Friday, February 27, 2009

The Daily Dozen

  1. A review of Apple's new 17-inch MacBook Pro. I saw one of these at the Apple store yesterday. It's big! More of a portable desktop, really.
  2. Tax rates for the rich and poor.
  3. 10 reasons to buy a Kindle 2... and 10 reasons not to.
  4. The distressing gap between new and existing home sales.
  5. Megan McArdle agrees with Will Wilkinson who agrees with Ezra Klein who agrees with Ed Glaeser. The mortgage interest subsidy ought to go. I agree with them too.
  6. Why camera lenses are the real key to stunning photos. Indeed. Whenever a camera salesman tries to tell me it's the megapixels that matter, I just walk away... (And that would be about 90% of them.) The two lenses I would most love to get right now are the Nikon 18-200 mm Vibration Reduction zoom lens and Nikon's new 35mm f/1.8 Prime. I just took a bunch of pictures in low light on a church retreat last weekend. I had to scrap most of the photos because of camera shake and high ISO setting. (Fortunately, I took over 1,000 shots.) A fast lens would help solve this problem. So would a tripod.
  7. The top 100 personal finance blogs and the 100 most useful financial sites on the web.
  8. Volcano monitoring?
  9. Is Nokia going to enter the laptop industry?
  10. Did you know the Kindle 2 has Minesweeper built-in? Neither did I. Here is a list of more Kindle 2 Easter eggs.
  11. Dressing for Life's Big Events: How a man should dress for weddings, first dates, religious ceremonies and more.
  12. Gmail adds a progress bar for attachments and multi-select. I noticed the progress bar today and am elated to discover the multi-select feature too.

2 comments:

thinking said...

I'm still waiting for that in depth review of the Kindle 2 from this blog! I want my Kindle 2 review :)

thinking said...

That article on volcano monitoring is a good one.
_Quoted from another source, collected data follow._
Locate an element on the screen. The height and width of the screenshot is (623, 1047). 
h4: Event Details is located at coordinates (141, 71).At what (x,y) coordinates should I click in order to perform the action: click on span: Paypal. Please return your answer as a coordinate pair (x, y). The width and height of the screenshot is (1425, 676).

As The Questionable Authority blog notes:
Like Palin with her "fruit fly research" complaints, or McCain's moaning about bear DNA and "overhead projectors," this is clearly another case where a Republican in the national spotlight is saying things about science that just don't make sense. I'm not sure if this is because they think that bashing science is a good way to score cheap political opponent, or if they just don't understand how any of this science ties into public policy. Both are bad; I don't know which is worse.

But it really has to stop.

I would add that the Republican party has become a very scary party led literally by people who should not be trusted with public policy.